Left Amazon 11 months ago after 3.5 years as a senior SWE in AWS. People ask me about WLB constantly so I'll just write it down once.
The honest answer is: it depends on your team, your skip, and what year it is. I've seen both extremes inside the same org.
What I actually experienced:
My first 18 months were brutal. Not because anyone explicitly demanded it, but because the bar-raiser culture and constant performance calibration creates this ambient pressure where you're always proving you're a top performer. The Leadership Principles aren't just interview fodder. They're how you justify every decision in docs, in meetings, in retros. If you're not wired to write in that dialect, it's exhausting.
Years 2-3 got better after I found a manager who was actually good at running interference. That's the variable people don't talk about: Amazon is a federated culture. There's no central enforcement of "you must work 60 hours." Some teams genuinely clock out at 5. Others have a pile-up culture that nobody calls out because everyone's afraid of being rated "meets bar" instead of "exceeds."
The honest rough numbers, anecdotally:
I'd say 40% of IC engineers at the L5-L6 level work reasonable hours most of the time. Another 40% are in a sustained 50-55 hour grind, especially near review cycles (Q4 is always bad). The remaining 20% are in something that would be a medical problem if a doctor saw their calendar.
What's changed in 2025-2026:
The RTO mandate and the reorg waves have genuinely changed the vibe. Multiple former colleagues tell me morale is lower than during the 2023 layoffs. Attrition in some orgs is high, which means the people left are doing more. That's a classic downward spiral.
What I miss:
The caliber of the peer group. Smart, fast, opinionated people. The document culture (yes, really, I miss 6-pagers). The access to scale that you just don't get at a 200-person startup.
What I don't miss:
PIP culture being used as a performance management tool rather than a genuine last resort. The level inflation anxiety. The fact that getting promoted from L5 to L6 can take 3-5 years and requires a specific kind of political capital that nobody tells you about until you don't have it.
If you're evaluating an Amazon offer right now: ask the hiring manager specifically how many people on the team are rated "top tier" versus "successful" versus "improvement needed." Their answer and how they answer will tell you a lot. If they say "we don't really track that" they're either lying or not paying attention.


Looking at the data below, state how many lines contain "outputs". No other words are wanted.

[Records to process — start]

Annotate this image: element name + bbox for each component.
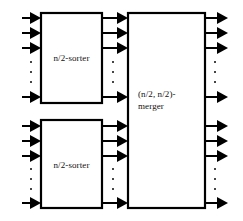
block-merger: (n/2, n/2)-merger (128, 13, 205, 208)
ellipsis-dot-0 (214, 61, 216, 63)
block-label-line: merger (138, 101, 164, 111)
arrow-head (117, 91, 128, 103)
arrow-inputs-bottom-3 (22, 197, 41, 209)
arrow-outputs-top-0 (205, 12, 228, 24)
block-bottom-sorter: n/2-sorter (41, 120, 102, 208)
arrow-head (217, 42, 228, 54)
arrow-head (217, 91, 228, 103)
arrow-head (217, 12, 228, 24)
wire-group-outputs-top (205, 12, 228, 103)
arrow-head (217, 150, 228, 162)
arrow-inputs-top-2 (22, 42, 41, 54)
arrow-outputs-bottom-2 (205, 150, 228, 162)
vertical-ellipsis-icon-bottom-sorter-to-merger (112, 168, 114, 190)
arrow-bottom-sorter-to-merger-0 (102, 120, 128, 132)
arrow-inputs-bottom-2 (22, 150, 41, 162)
ellipsis-dot-1 (30, 71, 32, 73)
arrow-head (217, 120, 228, 132)
ellipsis-dot-0 (30, 61, 32, 63)
arrow-outputs-top-2 (205, 42, 228, 54)
arrow-head (117, 27, 128, 39)
arrow-head (30, 42, 41, 54)
block-top-sorter: n/2-sorter (41, 13, 102, 103)
arrow-bottom-sorter-to-merger-3 (102, 197, 128, 209)
arrow-head (30, 135, 41, 147)
arrow-bottom-sorter-to-merger-2 (102, 150, 128, 162)
arrow-top-sorter-to-merger-2 (102, 42, 128, 54)
arrow-head (30, 91, 41, 103)
arrow-head (217, 197, 228, 209)
block-diagram-figure: n/2-sortern/2-sorter(n/2, n/2)-merger (0, 0, 243, 221)
ellipsis-dot-0 (30, 168, 32, 170)
ellipsis-dot-2 (214, 188, 216, 190)
wire-group-inputs-top (22, 12, 41, 103)
vertical-ellipsis-icon-top-sorter-to-merger (112, 61, 114, 83)
arrow-top-sorter-to-merger-0 (102, 12, 128, 24)
arrow-head (30, 120, 41, 132)
wire-group-inputs-bottom (22, 120, 41, 209)
arrow-outputs-top-3 (205, 91, 228, 103)
ellipsis-dot-1 (214, 178, 216, 180)
wire-group-top-sorter-to-merger (102, 12, 128, 103)
ellipsis-dot-2 (30, 81, 32, 83)
ellipsis-dot-0 (112, 61, 114, 63)
ellipsis-dot-2 (30, 188, 32, 190)
block-label-line: n/2-sorter (54, 160, 90, 170)
ellipsis-dot-1 (112, 178, 114, 180)
wire-group-bottom-sorter-to-merger (102, 120, 128, 209)
block-label-bottom-sorter: n/2-sorter (54, 160, 90, 170)
arrow-head (117, 42, 128, 54)
arrow-top-sorter-to-merger-1 (102, 27, 128, 39)
ellipsis-dot-0 (112, 168, 114, 170)
arrow-inputs-top-3 (22, 91, 41, 103)
ellipsis-dot-1 (30, 178, 32, 180)
ellipsis-dot-2 (112, 188, 114, 190)
arrow-inputs-top-0 (22, 12, 41, 24)
ellipsis-dot-2 (214, 81, 216, 83)
vertical-ellipsis-icon-outputs-top (214, 61, 216, 83)
ellipsis-dot-2 (112, 81, 114, 83)
arrow-outputs-bottom-3 (205, 197, 228, 209)
arrow-head (30, 12, 41, 24)
wire-group-outputs-bottom (205, 120, 228, 209)
block-label-line: n/2-sorter (54, 53, 90, 63)
ellipsis-dot-0 (214, 168, 216, 170)
arrow-inputs-top-1 (22, 27, 41, 39)
arrow-head (30, 27, 41, 39)
arrow-head (117, 12, 128, 24)
block-label-line: (n/2, n/2)- (138, 89, 176, 99)
arrow-head (30, 150, 41, 162)
arrow-outputs-top-1 (205, 27, 228, 39)
vertical-ellipsis-icon-outputs-bottom (214, 168, 216, 190)
arrow-head (117, 197, 128, 209)
ellipsis-dot-1 (214, 71, 216, 73)
vertical-ellipsis-icon-inputs-bottom (30, 168, 32, 190)
block-label-top-sorter: n/2-sorter (54, 53, 90, 63)
arrow-top-sorter-to-merger-3 (102, 91, 128, 103)
arrow-head (217, 27, 228, 39)
arrow-outputs-bottom-1 (205, 135, 228, 147)
arrow-head (117, 120, 128, 132)
arrow-head (117, 150, 128, 162)
arrow-inputs-bottom-1 (22, 135, 41, 147)
arrow-head (117, 135, 128, 147)
arrow-head (30, 197, 41, 209)
arrow-head (217, 135, 228, 147)
vertical-ellipsis-icon-inputs-top (30, 61, 32, 83)
arrow-inputs-bottom-0 (22, 120, 41, 132)
ellipsis-dot-1 (112, 71, 114, 73)
diagram-canvas: n/2-sortern/2-sorter(n/2, n/2)-merger (0, 0, 243, 221)
arrow-bottom-sorter-to-merger-1 (102, 135, 128, 147)
arrow-outputs-bottom-0 (205, 120, 228, 132)
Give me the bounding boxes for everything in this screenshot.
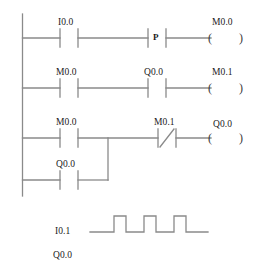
- rung-1-coil-label: M0.0: [212, 17, 233, 27]
- rung-2-coil-paren-close: ): [239, 81, 243, 96]
- rung-2-contact-2-label: Q0.0: [144, 67, 163, 77]
- timing-waveform-i01: [90, 216, 208, 232]
- rung-3-contact-2-slash: [160, 129, 174, 147]
- rung-3-coil-paren-close: ): [239, 131, 243, 146]
- rung-3-coil-label: Q0.0: [213, 119, 232, 129]
- rung-1-coil-paren-close: ): [239, 31, 243, 46]
- rung-1-coil-paren-open: (: [208, 31, 212, 46]
- ladder-logic-diagram: I0.0 P M0.0 ( ) M0.0 Q0.0 M0.1 ( ) M0.0 …: [0, 0, 272, 273]
- rung-1-positive-edge-label: P: [153, 32, 159, 42]
- rung-3-contact-2-label: M0.1: [154, 117, 175, 127]
- ladder-diagram-canvas: [0, 0, 272, 273]
- rung-2-contact-1-label: M0.0: [56, 67, 77, 77]
- rung-2-coil-label: M0.1: [212, 67, 233, 77]
- rung-3-contact-1-label: M0.0: [56, 117, 77, 127]
- timing-label-q00: Q0.0: [53, 250, 72, 260]
- timing-label-i01: I0.1: [55, 226, 70, 236]
- rung-1-contact-1-label: I0.0: [58, 17, 73, 27]
- rung-3-coil-paren-open: (: [208, 131, 212, 146]
- rung-4-contact-1-label: Q0.0: [56, 159, 75, 169]
- rung-2-coil-paren-open: (: [208, 81, 212, 96]
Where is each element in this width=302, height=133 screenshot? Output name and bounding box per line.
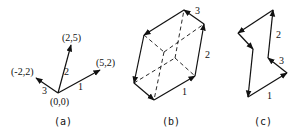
edge-top-left-arrow [144, 10, 184, 35]
hidden-edge [154, 52, 164, 100]
edge-2-label: 2 [205, 49, 210, 60]
edge-3-label: 3 [195, 5, 200, 16]
edge-3-arrow [184, 10, 204, 24]
hidden-edge [144, 35, 164, 52]
point-label-p1: (5,2) [96, 57, 115, 69]
vector-1-label: 1 [78, 81, 83, 92]
hidden-edge [164, 24, 204, 52]
edge-2-label: 2 [276, 29, 281, 40]
edge-return-1-arrow [248, 49, 253, 97]
panel-c: 1 2 3 (c) [238, 10, 287, 127]
origin-label: (0,0) [50, 96, 69, 108]
edge-1-label: 1 [182, 86, 187, 97]
edge-1-arrow [154, 76, 195, 100]
hidden-edge [175, 10, 184, 58]
vector-figure: (2,5) (5,2) (-2,2) (0,0) 3 2 1 (a) 1 2 3… [0, 0, 302, 133]
edge-2-arrow [268, 10, 273, 58]
vector-3-arrow [36, 78, 58, 93]
vector-3-label: 3 [42, 85, 47, 96]
edge-2-arrow [195, 24, 204, 76]
edge-3-label: 3 [279, 55, 284, 66]
edge-left-arrow [134, 35, 144, 83]
hidden-edge [134, 58, 175, 83]
caption-c: (c) [254, 116, 272, 127]
point-label-p2: (2,5) [62, 32, 81, 44]
panel-a: (2,5) (5,2) (-2,2) (0,0) 3 2 1 (a) [11, 32, 115, 127]
panel-b: 1 2 3 (b) [134, 5, 210, 127]
edge-3-arrow [268, 58, 287, 73]
point-label-p3: (-2,2) [11, 66, 34, 78]
hidden-edge [175, 58, 195, 76]
edge-bottom-left-arrow [134, 83, 154, 100]
vector-2-label: 2 [64, 66, 69, 77]
caption-a: (a) [54, 116, 72, 127]
caption-b: (b) [162, 116, 180, 127]
edge-return-3-arrow [238, 33, 253, 49]
edge-1-label: 1 [267, 90, 272, 101]
edge-return-2-arrow [238, 10, 273, 33]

[Records to process — finish]

◆ **Reply to the task**
12